Toni Morrison
Linden Peach(Author)
Red Globe Press
Published on 8. June 1998
Book
Hardback
IX, 211 pages
978-0-333-65914-4 (ISBN)
Description
This New Casebook provides an overview of the criticism of work by Toni Morrison, the first African-American woman to win the Nobel prize for literature, and an introduction to the key works and issues in African-American literary scholarship. It is supported by the first annotated bibliography of the different critical approaches which have been taken to Morrison's fiction. The essays provide insights into the structure, themes, language and contexts of her novels which will prove invaluable for both new readers and those already familiar with her work.
More details
Series
Edition
1998
Language
English
Place of publication
London
United Kingdom
Publishing group
Bloomsbury Publishing PLC
Target group
College/higher education
Adult education
Dimensions
Height: 222 mm
Width: 145 mm
Thickness: 16 mm
Weight
419 gr
ISBN-13
978-0-333-65914-4 (9780333659144)
DOI
10.1057/9781137265890
Schweitzer Classification
Other editions
Additional editions

Book
12/1998
Springer
€54.28
Article exhausted; check different version

Book
05/1998
St.
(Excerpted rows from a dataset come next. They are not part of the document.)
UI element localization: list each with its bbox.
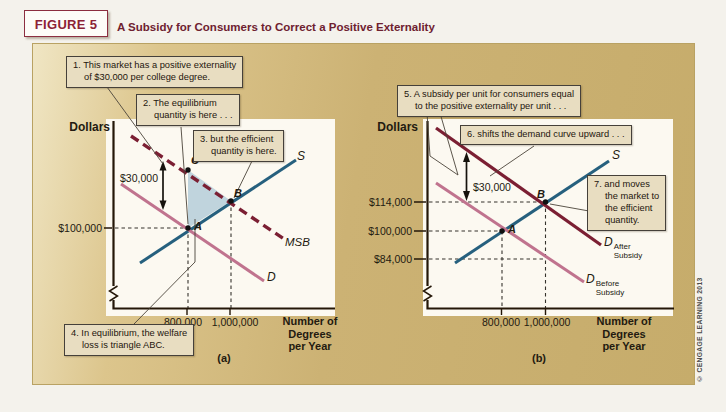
panel-a-point-b-label: B xyxy=(234,187,242,200)
callout-1-line-1: 1. This market has a positive externalit… xyxy=(73,60,236,72)
panel-a-msb-label: MSB xyxy=(285,236,310,249)
panel-b-tag: (b) xyxy=(524,352,554,365)
callout-7-line-2: the market to xyxy=(605,191,659,203)
axis-break-squiggle-a xyxy=(110,286,118,301)
panel-a-externality-amount: $30,000 xyxy=(108,172,158,184)
panel-a-externality-double-arrow xyxy=(160,161,167,210)
callout-1: 1. This market has a positive externalit… xyxy=(66,56,243,88)
callout-7: 7. and moves the market to the efficient… xyxy=(587,175,666,231)
callout-6: 6. shifts the demand curve upward . . . xyxy=(460,125,632,145)
panel-b-demand-after-label: D After Subsidy xyxy=(604,236,642,261)
panel-b-subsidy-amount: $30,000 xyxy=(473,181,511,193)
panel-a-y-axis-title: Dollars xyxy=(60,121,110,135)
panel-b-x-tick-1000000: 1,000,000 xyxy=(514,316,580,328)
panel-b-point-a-label: A xyxy=(508,223,516,236)
panel-b-demand-after-subscript: After Subsidy xyxy=(614,243,642,261)
panel-a-demand-label: D xyxy=(267,271,276,285)
panel-a-dashed-guides xyxy=(115,201,231,308)
panel-b-demand-after-subsidy-curve xyxy=(436,128,601,245)
callout-3: 3. but the efficient quantity is here. xyxy=(193,130,284,162)
panel-b-price-114000: $114,000 xyxy=(354,196,412,208)
panel-b-x-axis-title: Number of Degrees per Year xyxy=(585,315,663,353)
panel-a-price-label: $100,000 xyxy=(44,222,102,234)
callout-5: 5. A subsidy per unit for consumers equa… xyxy=(397,85,581,117)
callout-1-line-2: of $30,000 per college degree. xyxy=(84,72,236,84)
panel-b-demand-before-d: D xyxy=(586,273,595,287)
callout-2-line-1: 2. The equilibrium xyxy=(143,98,233,110)
callout-2: 2. The equilibrium quantity is here . . … xyxy=(136,94,240,126)
callout-2-line-2: quantity is here . . . xyxy=(154,110,233,122)
panel-b-supply-label: S xyxy=(612,149,620,163)
panel-b-price-84000: $84,000 xyxy=(354,253,412,265)
panel-a-x-tick-1000000: 1,000,000 xyxy=(203,316,267,328)
figure-number-box: FIGURE 5 xyxy=(24,10,108,37)
callout-7-line-4: quantity. xyxy=(605,215,659,227)
axis-break-squiggle-b xyxy=(424,286,432,301)
panel-a-point-a-label: A xyxy=(194,220,202,233)
panel-a-tag: (a) xyxy=(209,352,239,365)
callout-5-line-2: to the positive externality per unit . .… xyxy=(415,101,574,113)
callout-4: 4. In equilibrium, the welfare loss is t… xyxy=(64,324,194,356)
callout-5-line-1: 5. A subsidy per unit for consumers equa… xyxy=(404,89,574,101)
panel-b-demand-after-d: D xyxy=(604,236,613,250)
callout-7-line-3: the efficient xyxy=(605,203,659,215)
panel-a-supply-label: S xyxy=(297,150,305,164)
panel-b-y-axis-title: Dollars xyxy=(368,121,418,135)
callout-6-line-1: 6. shifts the demand curve upward . . . xyxy=(467,129,625,141)
copyright-vertical-text: © CENGAGE LEARNING 2013 xyxy=(696,266,706,382)
callout-3-line-1: 3. but the efficient xyxy=(200,134,277,146)
callout-4-line-2: loss is triangle ABC. xyxy=(82,340,187,352)
figure-title: A Subsidy for Consumers to Correct a Pos… xyxy=(117,21,435,33)
callout-4-line-1: 4. In equilibrium, the welfare xyxy=(71,328,187,340)
panel-b-point-b-label: B xyxy=(537,188,545,201)
panel-b-price-100000: $100,000 xyxy=(354,225,412,237)
callout-7-line-1: 7. and moves xyxy=(594,179,659,191)
panel-b-demand-before-label: D Before Subsidy xyxy=(586,273,624,298)
figure-5-screenshot: FIGURE 5 A Subsidy for Consumers to Corr… xyxy=(0,0,726,412)
panel-a-x-axis-title: Number of Degrees per Year xyxy=(271,315,349,353)
panel-b-demand-before-subscript: Before Subsidy xyxy=(596,280,624,298)
panel-b-subsidy-double-arrow xyxy=(463,152,470,201)
callout-3-line-2: quantity is here. xyxy=(211,146,277,158)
Martin's Press
€66.29
Article exhausted; check different version
Person
LINDEN PEACH is Reader in Contemporary Literature, Loughborough University. He was previously Principal Lecturer and Head of the School of English, Bretton Hall College, University of Leeds. He is the author of Toni Morrison, Macmillan Modern Novelists Series, 1995, and his other publications include: Angela Carter, Macmillan 1997; Ancestral Lines: Culture and Identity in the Work of Six Contemporary Poets (Seren Books, 1993); and, with Angela Burton, English as a Creative Art: Literary Concepts Linked to Creative Writing (Fulton, 1995).
Content
Acknowledgements.- General Editor's Preface.- Introduction; L. Peach.- Self, Society, and Myth in Toni Morrison's Fiction; C.Davies.- The Crime of Innocence: Tar Baby and the Fall Myth; T. Otten.- Hagar's Mirror: Self and Identity in Morrison's Fiction;
B.Rigney.- 'No Bottom and No top': Oppositions in
Sula; M.Dubey.- Tar Baby: A Reflection of Morrison's Developed Class Consciousness; D.Mbalia.- On Knowing our Place: Psychoanalysis and
Sula; H.Baker.- Selfhood and Community: Psychoanalysis and Discourse in
Beloved; J.Fitzgerald.- Knitting and Knotting the Narrative Thread -
Beloved as Postmodern Novel; R. Perez-Torres.- Daughters Signifyin(g) History: The Example of Toni Morrison's
Beloved; A.Rushdy.- Experiencing
Jazz; E.Rodrigues.- Signifying Abjection: Narrative Strategies in Toni Morrison's
Jazz; A. Burton.- Further Reading.- Notes on Contributors.- Index.